Meeting the Other in "The Seafarer" and "The Ruin"
Date of Award
2020
Degree Name
M.A. in English
Department
Department of English
Advisor/Chair
Advisor: Miriamne Krummel
Abstract
This paper reads two Old English poems through an ecocritical lens. Primarily, Iidentify the need to see translation-as literary interpretation-of Other languages and environments as a site of relation to a subject. Throughout this essay the subject "Other" refers to both language and environment built by human and natural agents along the border of their worlds. I read The Seafarer as a space of meeting between the land- dweller and sea-dweller, then focus on The Ruin as a scene of transient human presence.
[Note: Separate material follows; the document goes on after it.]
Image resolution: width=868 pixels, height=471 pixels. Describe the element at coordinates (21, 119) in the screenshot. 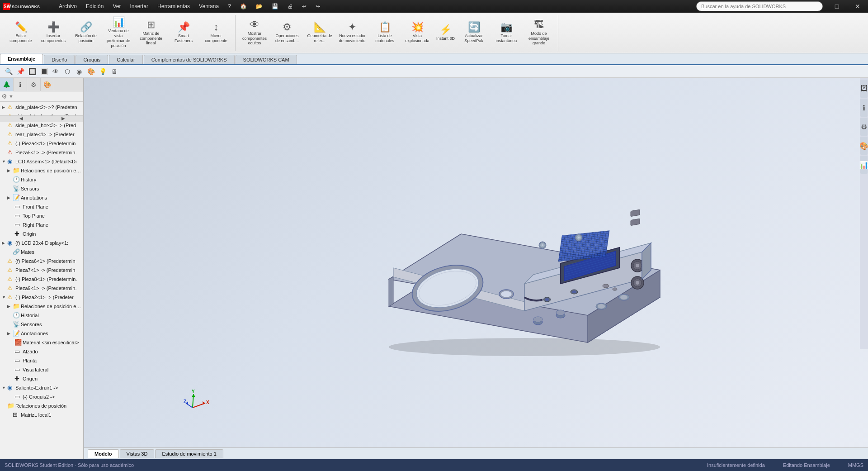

A new space to feel the loss of environment-both human and natural-opens while meeting the Other. In the conclusion, I offer three examples of engagement with ecological loss including both modern and contemporary sources as the beginning of an ecocritique with the terms described in this thesis. Loss ought not place the poet in the posture of defeat, nor avoid translation in transactional terms-that is to say, by putting a price tag on the earth. Rather, I suggest reorientation of the responsibility of the poet toward meeting, speaking, and seeing the Other.
Keywords
Literature, Environmental Studies, Linguistics
Rights Statement
Copyright © 2020, author
Recommended Citation
Hilyer, John Layne, "Meeting the Other in "The Seafarer" and "The Ruin"" (2020). Graduate Theses and Dissertations. 6814.